Yes, and far more than most men expect. Bladder leaks get talked about as a women's issue, so when it happens to a man he often thinks something is badly wrong with him. It usually is not. Leaking in men is common, and the most common reason by far is treatment for the prostate. [1][2]
Let us clear one thing up right away. A leak is not a sign of weakness or of being out of shape. It is a muscle-and-plumbing problem. The bladder empties through a tube called the urethra, and a ring of muscle around it, the sphincter, squeezes shut to keep you dry until you decide to go. When that muscle is bruised, weakened, or working against an obstruction, urine slips out at the wrong moment.
This is the Incontinence part of a simple map we use called the 4Is. The full map is Fluid imbalance, Storage, Voiding, and Incontinence. It is just a way to sort bladder trouble into four buckets so you know which one is yours. This guide lives in the Incontinence bucket: the actual leak. If your real problem is a weak, slow stream or trouble emptying, that is the Voiding bucket, and we cover it in our guide to a weak urine stream.
The three kinds of male leak (and how to tell them apart)
The trigger usually tells you the type. You rarely need a special test to sort it out. [1]
Stress leak. This shows up when pressure pushes down on the bladder: a cough, a sneeze, a laugh, lifting a bag, or simply standing up, like Ray on his driveway. [1] There is no warning and no urge. In men this almost always traces back to prostate surgery, which can bruise the sphincter that holds the outlet shut. [3][4] On the 4Is map, this is a pure Incontinence problem, and it is the kind most likely to respond to muscle training.
Urge leak. This one starts with a sudden, strong need to go that you cannot put off, and you may not reach the toilet in time. [1] It rides along with overactive bladder, where the bladder muscle squeezes when it should sit still. This is the single most common type of leak in men overall, and it often travels with an enlarged prostate. [2] We cover the urge itself in depth in our guide to overactive bladder, so here we stay focused on the leak.
Overflow leak. Here the bladder never fully empties, so it overfills and dribbles, often with a weak stream and a feeling that there is still more left. [1] In men this usually comes from an enlarged prostate blocking the outlet, or from a bladder muscle that has lost its squeeze. [1][2] If this sounds like you, start with our guides to an enlarged prostate and an underactive bladder.
To find your type, notice the moment of the leak. Did pressure trigger it, did a sudden urge, or did it just dribble out without warning? That one clue does most of the sorting. [1]
Why male leaks are different from women's
It helps to know that a man's leak is not just a woman's leak in a different body. The plumbing differs in two ways that change the whole story.

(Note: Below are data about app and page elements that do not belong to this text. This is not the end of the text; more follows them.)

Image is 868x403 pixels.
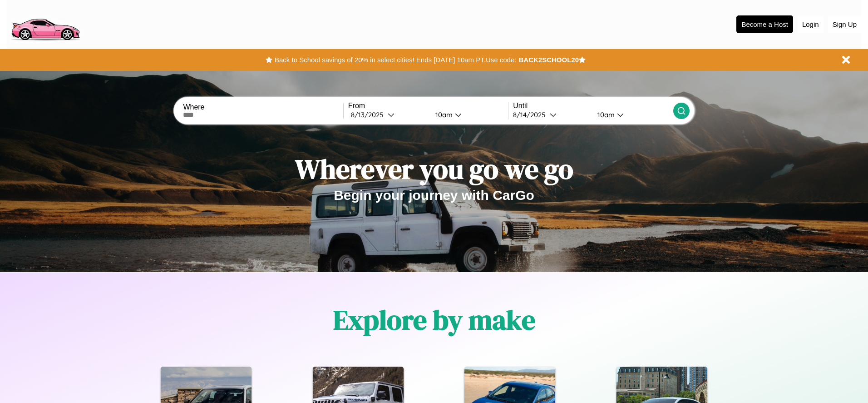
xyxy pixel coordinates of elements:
button: Back to School savings of 20% in select cities! Ends [DATE] 10am PT.Use code: [273,54,518,67]
button: 10am [428,110,508,120]
button: Login [797,16,823,33]
img: logo [7,4,84,43]
b: BACK2SCHOOL20 [518,56,579,64]
label: Until [513,102,673,110]
label: From [348,102,508,110]
div: 8 / 13 / 2025 [351,110,388,119]
div: 8 / 14 / 2025 [513,110,550,119]
button: Become a Host [736,16,793,33]
label: Where [183,103,343,111]
div: 10am [431,110,454,119]
button: 10am [590,110,673,120]
h1: Explore by make [333,301,535,338]
button: Sign Up [828,16,861,33]
button: 8/13/2025 [348,110,428,120]
div: 10am [593,110,617,119]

First, the cause of a stress leak is different. In women, stress leaks usually come from a stretched, loosened support hammock after childbirth. In men, the support is rarely the issue. A male stress leak almost always means the sphincter muscle itself was bruised or nicked during prostate surgery, radiation, or a related procedure. [3][4] That is why the fix centers on retraining that one specific muscle.
Second, men have a built-in advantage and a built-in trap. The longer male urethra gives a bit more baseline control, which is partly why leaks are less common in men until the prostate enters the picture. [1] But that same prostate, when it enlarges, can block the outlet and cause the overflow and urge leaks that are far rarer in women. [1][2] So the male story bends around one organ: the prostate.
After prostate surgery: it usually gets better
If your leak started after prostate surgery, this is the most important section for you, so here is the honest timeline. Right after the catheter comes out, most men leak. That is expected, not a sign that something failed. From there, control comes back in a steady climb: only a minority are dry at one month, but by three months a good share have turned the corner, by six months most are there, and by twelve months roughly 8 to 9 in 10 men are back in control. [12]
And it does not stop at one year. Among men still leaking at twelve months, a large share keep improving: close to 4 in 10 become dry by two years, and about half by three years. [8] So if you are early in this, the odds are genuinely on your side. The leak Ray felt on his driveway is, for most men, a phase of healing, not a verdict.
The catch is that recovery is faster when you help it along, which brings us to the part you can actually control.
What actually fixes it (start with the pelvic floor)
Here is the headline. For male stress leaks, the first and best treatment is training the pelvic-floor muscles, the same muscles that support the sphincter. This is not a fallback. Every major guideline names conservative work, led by muscle training, as the first step before any pill or procedure. [1] In a review pooling 21 studies, men who trained these muscles regained control far better than men who did nothing. [5]
Two details decide whether it works. The first is supervision. Men coached by a pelvic-floor physical therapist do clearly better than men handed a pamphlet, because the hardest part is squeezing the right muscle without bearing down. Unsupervised training, done with poor form, works about as well as doing nothing at all. [6] The second is timing. Starting the exercises before surgery, when you can, speeds up control afterward. [7] If you have surgery coming, that is a reason to begin now.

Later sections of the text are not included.